Babar warns against falsification at HR review moot in Geneva

By Asim Yasin
November 12, 2017

ISLAMABAD: The PPP Senator Farhatullah Babar said on Saturday that on the eve of review by the UN of human rights situation in Pakistan it is a grim thought that citizens’ rights have been dangerously abridged by both the state and non-state actors in the country.

At the Universal Periodic Review (UPR) in Geneva on Monday, member states will present national reports of human rights situation in their countries and also explain measures taken to implement the promises made at previous reviews. Foreign Minister Khawaja Asif will lead the delegation which also includes officials of the Human Rights Ministry.

In a statement, Farhatullah Babar said that falsifying human rights situation in Pakistan would do us no proud. He said the international community will be sympathetic towards any shortcomings in view of the challenges we face but it will never condone if we tell downright lies at the review.

He said this year the National Commission on Human Rights (NCHR) and independent bodies will also be present at the review conference and any falsification will be far more difficult than in the past. “It should also be borne in mind that our international trade, particularly with the EU, also hinges on our human rights record,” he said.

Babar said that at the previous review Pakistan had agreed to criminalise enforced disappearances but the report is silent on this issue. “It would be a best to make a categorical announcement at the review moot that enforced disappearances will be criminalised before the end of the year,” he said.

Similarly, he said the claim that blasphemy laws are non-discriminatory and that no one has been punished under it is patently false. “It will be honest to admit that the fair and just implementation of blasphemy law presents challenges that the state is trying to address,” he said.

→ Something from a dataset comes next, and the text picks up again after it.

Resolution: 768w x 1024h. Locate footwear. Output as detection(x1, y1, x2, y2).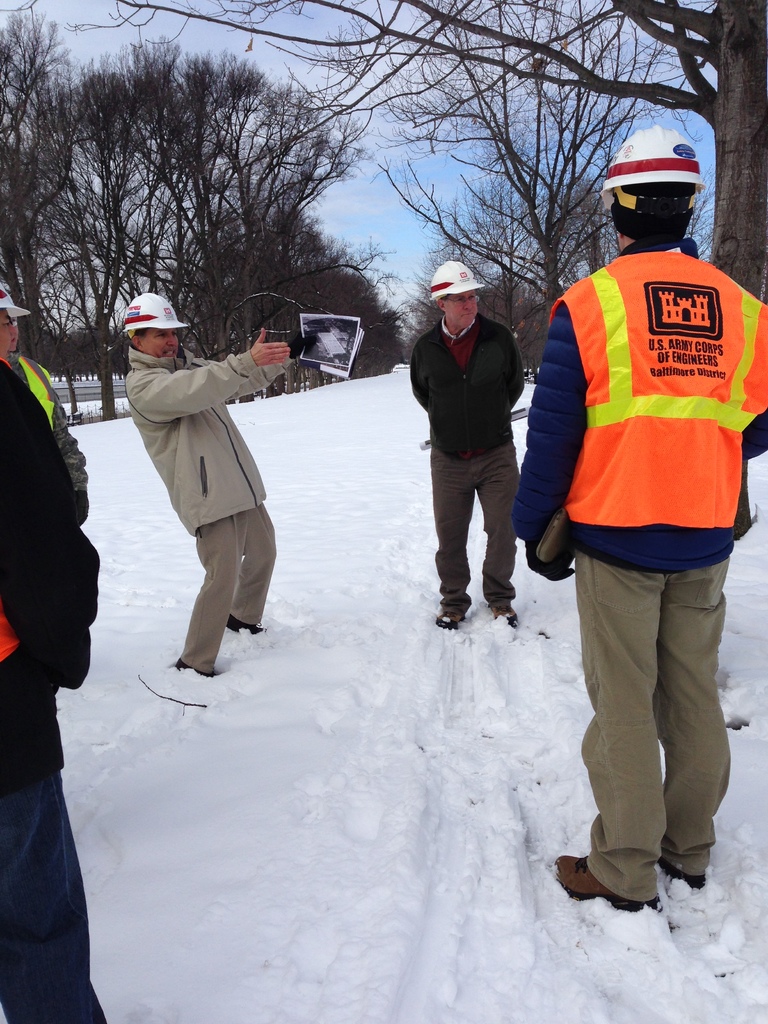
detection(662, 856, 705, 890).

Babar said the professed commitment to promote freedom of expression is easily belied in the face of misuse of the Cyber Crimes Act 2016 to stifle dissent in the name of national security as in the case of a man from Balochistan recently charged with endangering the integrity of federation for his post on social media. He said that death penalty was not mentioned in the government report. “But the continued execution of convicts other than terrorists, the recent calls to send more cases to military courts and the Guantanamo Bay style internment centres will continue to haunt us,” he said.

He also proposed a three-step formula, saying: “Initiating a wider national debate on death penalty, criminalising enforced disappearances and making public full details of inmates of internment centres -- before the end of the year -- will help improve human rights record as well as Pakistan’s image.”